Which brings us back to JD Vance, who could well become US president sometime in the next 4 years, if Trump wins and is subsequently led off stage at some point during his tenure, mumbling and rambling and cognitively impaired.
Peter Thiel (with his billions) knows this. He hand-picked JD Vance, making him rich as a partner in his VC company and then paying his way into politics. Vance has a parasitic loyalty to Thiel; he is the perfect Manchurian Candidate. The New Right seeks a new order, and Trump will be irrelevant the moment he is elected. Vance is their true Trojan horse.
None of them have the balls to say what they believe out loud, for fear of committing societal and political suicide. Except Curtis Yarvin. He yells it from the rooftops - Democracy has failed, and corporate techno-autocracy is the future, America’s great new shining city on the hill.

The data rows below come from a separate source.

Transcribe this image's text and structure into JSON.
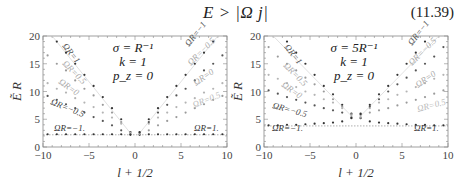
{
  "equation": {
    "formula": "E > |Ω j|",
    "number": "(11.39)"
  },
  "chart_data": [
    {
      "type": "scatter",
      "title": "",
      "xlabel": "l + 1/2",
      "ylabel": "Ẽ_l R",
      "xlim": [
        -10,
        10
      ],
      "ylim": [
        0,
        20
      ],
      "xticks": [
        -10,
        -5,
        0,
        5,
        10
      ],
      "yticks": [
        0,
        5,
        10,
        15,
        20
      ],
      "grid": false,
      "params": [
        "σ = R⁻¹",
        "k = 1",
        "p_z = 0"
      ],
      "x": [
        -9.5,
        -8.5,
        -7.5,
        -6.5,
        -5.5,
        -4.5,
        -3.5,
        -2.5,
        -1.5,
        -0.5,
        0.5,
        1.5,
        2.5,
        3.5,
        4.5,
        5.5,
        6.5,
        7.5,
        8.5,
        9.5
      ],
      "series": [
        {
          "name": "ΩR=1",
          "label_side": "left",
          "color": "#333333",
          "values": [
            null,
            19.0,
            17.0,
            15.0,
            13.0,
            11.0,
            9.0,
            7.0,
            5.0,
            2.7,
            2.2,
            2.3,
            2.3,
            2.3,
            2.3,
            2.3,
            2.3,
            2.3,
            2.3,
            2.3
          ]
        },
        {
          "name": "ΩR=0.5",
          "label_side": "left",
          "color": "#9a9a9a",
          "values": [
            16.5,
            15.0,
            13.8,
            12.0,
            10.5,
            9.3,
            7.6,
            6.2,
            4.5,
            2.6,
            2.3,
            3.0,
            3.9,
            4.7,
            5.4,
            6.2,
            7.0,
            7.7,
            8.5,
            9.2
          ]
        },
        {
          "name": "ΩR=0",
          "label_side": "both",
          "color": "#b4b4b4",
          "values": [
            11.5,
            10.5,
            9.8,
            8.8,
            8.0,
            7.2,
            6.2,
            5.3,
            4.2,
            2.5,
            2.5,
            4.2,
            5.3,
            6.2,
            7.2,
            8.0,
            8.8,
            9.8,
            10.5,
            11.5
          ]
        },
        {
          "name": "ΩR=-0.5",
          "label_side": "left",
          "color": "#555555",
          "values": [
            9.2,
            8.5,
            7.7,
            7.0,
            6.2,
            5.4,
            4.7,
            3.9,
            3.0,
            2.3,
            2.6,
            4.5,
            6.2,
            7.6,
            9.3,
            10.5,
            12.0,
            13.8,
            15.0,
            16.5
          ]
        },
        {
          "name": "ΩR=-1",
          "label_side": "left",
          "color": "#333333",
          "values": [
            2.3,
            2.3,
            2.3,
            2.3,
            2.3,
            2.3,
            2.3,
            2.3,
            2.3,
            2.2,
            2.7,
            5.0,
            7.0,
            9.0,
            11.0,
            13.0,
            15.0,
            17.0,
            19.0,
            null
          ]
        }
      ],
      "annotations": [
        "ΩR=1",
        "ΩR=0.5",
        "ΩR=0",
        "ΩR=−0.5",
        "ΩR=−1.",
        "ΩR=−1",
        "ΩR=−0.5",
        "ΩR=0",
        "ΩR=0.5",
        "ΩR=1."
      ],
      "asymptote_y": 2.2
    },
    {
      "type": "scatter",
      "title": "",
      "xlabel": "l + 1/2",
      "ylabel": "Ẽ_l R",
      "xlim": [
        -10,
        10
      ],
      "ylim": [
        0,
        20
      ],
      "xticks": [
        -10,
        -5,
        0,
        5,
        10
      ],
      "yticks": [
        0,
        5,
        10,
        15,
        20
      ],
      "grid": false,
      "params": [
        "σ = 5R⁻¹",
        "k = 1",
        "p_z = 0"
      ],
      "x": [
        -9.5,
        -8.5,
        -7.5,
        -6.5,
        -5.5,
        -4.5,
        -3.5,
        -2.5,
        -1.5,
        -0.5,
        0.5,
        1.5,
        2.5,
        3.5,
        4.5,
        5.5,
        6.5,
        7.5,
        8.5,
        9.5
      ],
      "series": [
        {
          "name": "ΩR=1",
          "label_side": "left",
          "color": "#333333",
          "values": [
            null,
            null,
            19.0,
            17.0,
            15.0,
            13.0,
            11.0,
            9.5,
            7.6,
            6.0,
            5.2,
            4.6,
            4.4,
            4.3,
            4.2,
            4.1,
            4.0,
            4.0,
            3.9,
            3.9
          ]
        },
        {
          "name": "ΩR=0.5",
          "label_side": "left",
          "color": "#9a9a9a",
          "values": [
            18.0,
            16.3,
            15.0,
            13.8,
            12.5,
            11.3,
            10.0,
            8.6,
            7.3,
            5.9,
            5.3,
            6.2,
            6.6,
            7.0,
            7.5,
            8.0,
            8.5,
            9.0,
            9.6,
            10.2
          ]
        },
        {
          "name": "ΩR=0",
          "label_side": "both",
          "color": "#b4b4b4",
          "values": [
            13.0,
            12.3,
            11.5,
            10.8,
            10.0,
            9.4,
            8.6,
            8.0,
            7.0,
            5.6,
            5.6,
            7.0,
            8.0,
            8.6,
            9.4,
            10.0,
            10.8,
            11.5,
            12.3,
            13.0
          ]
        },
        {
          "name": "ΩR=-0.5",
          "label_side": "left",
          "color": "#555555",
          "values": [
            10.2,
            9.6,
            9.0,
            8.5,
            8.0,
            7.5,
            7.0,
            6.6,
            6.2,
            5.3,
            5.9,
            7.3,
            8.6,
            10.0,
            11.3,
            12.5,
            13.8,
            15.0,
            16.3,
            18.0
          ]
        },
        {
          "name": "ΩR=-1",
          "label_side": "left",
          "color": "#333333",
          "values": [
            3.9,
            3.9,
            4.0,
            4.0,
            4.1,
            4.2,
            4.3,
            4.4,
            4.6,
            5.2,
            6.0,
            7.6,
            9.5,
            11.0,
            13.0,
            15.0,
            17.0,
            19.0,
            null,
            null
          ]
        }
      ],
      "annotations": [
        "ΩR=1",
        "ΩR=0.5",
        "ΩR=0",
        "ΩR=−0.5",
        "ΩR=−1.",
        "ΩR=−1",
        "ΩR=−0.5",
        "ΩR=0",
        "ΩR=0.5",
        "ΩR=1."
      ],
      "asymptote_y": 3.8
    }
  ],
  "plots": [
    {
      "frame": {
        "x0": 43,
        "y0": 36,
        "x1": 227,
        "y1": 147
      },
      "labels": [
        {
          "text": "ΩR=1",
          "x": 62,
          "y": 46,
          "rot": 52,
          "color": "#555"
        },
        {
          "text": "ΩR=0.5",
          "x": 62,
          "y": 64,
          "rot": 45,
          "color": "#aaa"
        },
        {
          "text": "ΩR=0",
          "x": 58,
          "y": 83,
          "rot": 35,
          "color": "#aaa"
        },
        {
          "text": "ΩR=−0.5",
          "x": 50,
          "y": 104,
          "rot": 22,
          "color": "#444"
        },
        {
          "text": "ΩR=−1.",
          "x": 54,
          "y": 131,
          "rot": 0,
          "color": "#333"
        },
        {
          "text": "ΩR=−1",
          "x": 189,
          "y": 47,
          "rot": -52,
          "color": "#555"
        },
        {
          "text": "ΩR=−0.5",
          "x": 191,
          "y": 66,
          "rot": -45,
          "color": "#aaa"
        },
        {
          "text": "ΩR=0",
          "x": 196,
          "y": 86,
          "rot": -35,
          "color": "#aaa"
        },
        {
          "text": "ΩR=0.5",
          "x": 194,
          "y": 108,
          "rot": -22,
          "color": "#bbb"
        },
        {
          "text": "ΩR=1.",
          "x": 194,
          "y": 131,
          "rot": 0,
          "color": "#333"
        }
      ],
      "param_x": 133,
      "param_y": [
        52,
        66,
        80
      ]
    },
    {
      "frame": {
        "x0": 264,
        "y0": 36,
        "x1": 448,
        "y1": 147
      },
      "labels": [
        {
          "text": "ΩR=1",
          "x": 284,
          "y": 47,
          "rot": 52,
          "color": "#555"
        },
        {
          "text": "ΩR=0.5",
          "x": 283,
          "y": 66,
          "rot": 45,
          "color": "#aaa"
        },
        {
          "text": "ΩR=0",
          "x": 281,
          "y": 86,
          "rot": 35,
          "color": "#aaa"
        },
        {
          "text": "ΩR=−0.5",
          "x": 272,
          "y": 108,
          "rot": 15,
          "color": "#444"
        },
        {
          "text": "ΩR=−1.",
          "x": 272,
          "y": 131,
          "rot": 0,
          "color": "#333"
        },
        {
          "text": "ΩR=−1",
          "x": 412,
          "y": 46,
          "rot": -52,
          "color": "#555"
        },
        {
          "text": "ΩR=−0.5",
          "x": 412,
          "y": 66,
          "rot": -45,
          "color": "#aaa"
        },
        {
          "text": "ΩR=0",
          "x": 418,
          "y": 88,
          "rot": -35,
          "color": "#aaa"
        },
        {
          "text": "ΩR=0.5",
          "x": 418,
          "y": 112,
          "rot": -15,
          "color": "#bbb"
        },
        {
          "text": "ΩR=1.",
          "x": 414,
          "y": 131,
          "rot": 0,
          "color": "#333"
        }
      ],
      "param_x": 354,
      "param_y": [
        52,
        66,
        80
      ]
    }
  ]
}
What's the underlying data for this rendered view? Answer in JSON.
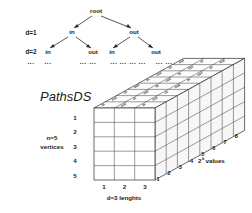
{
  "figure": {
    "title_label": "PathsDS",
    "tree": {
      "root_label": "root",
      "depth_labels": [
        "d=1",
        "d=2",
        "..."
      ],
      "level1": [
        "in",
        "out"
      ],
      "level2": [
        "in",
        "out",
        "in",
        "out"
      ],
      "ellipsis_row": [
        "...",
        "... ...",
        "... ... ... ...",
        "... ..."
      ]
    },
    "cube": {
      "left_axis_label_line1": "n=5",
      "left_axis_label_line2": "vertices",
      "left_axis_ticks": [
        "1",
        "2",
        "3",
        "4",
        "5"
      ],
      "bottom_axis_label": "d=3 lenghts",
      "bottom_axis_ticks": [
        "1",
        "2",
        "3"
      ],
      "depth_axis_label_base": "2",
      "depth_axis_label_exp": "k",
      "depth_axis_label_tail": "values",
      "depth_axis_ticks": [
        "1",
        "2",
        "3",
        "4",
        "5",
        "6",
        "7",
        "8"
      ],
      "top_cell_labels": [
        "in",
        "out",
        "in",
        "out",
        "in",
        "out",
        "in",
        "out",
        "in",
        "out",
        "in",
        "out",
        "in",
        "out",
        "in",
        "out",
        "in",
        "out",
        "in",
        "out",
        "in",
        "out",
        "in",
        "out"
      ]
    },
    "colors": {
      "ink": "#1b1b1b",
      "edge": "#2b2b2b",
      "edge_light": "#4a4a4a",
      "background": "#ffffff"
    }
  }
}
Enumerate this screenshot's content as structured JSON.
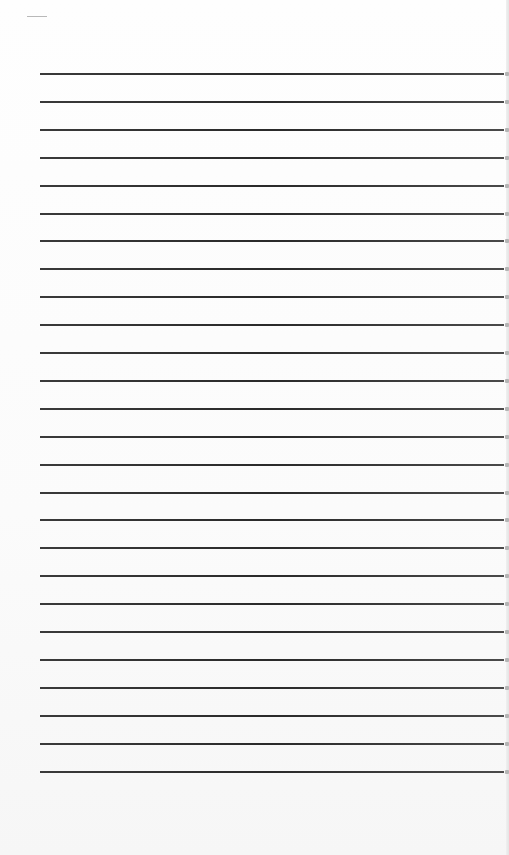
{
  "document": {
    "type": "lined-paper",
    "text": "",
    "rules": {
      "count": 26,
      "left_px": 40,
      "right_px": 504,
      "first_y_px": 73,
      "spacing_px": 27.9,
      "color": "#2e2e2e"
    },
    "background_color": "#fdfdfd",
    "corner_mark": {
      "x": 27,
      "y": 16,
      "width": 20
    }
  }
}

To most of us, Yarvin’s world may sound like lunacy. But, given the power and wealth and influence he has accreted around him, we ignore it at our peril. It is not that great a leap from Trump to Yarvin.
Steven Boykey Sidley is a professor of practice at JBS, University of Johannesburg. His new book It’s Mine: How the Crypto Industry is Redefining Ownership is published by Maverick451 in SA and Legend Times Group in UK/EU, available now. Copy edited by Bryony Mortimer.
Is techno-fascists an appropriate term for Thiel and gang?
Well there goes my day. Will have this dark thing hanging around the backrooms of my consciousness for the next few hours . May the current trend towards Trump be wrong.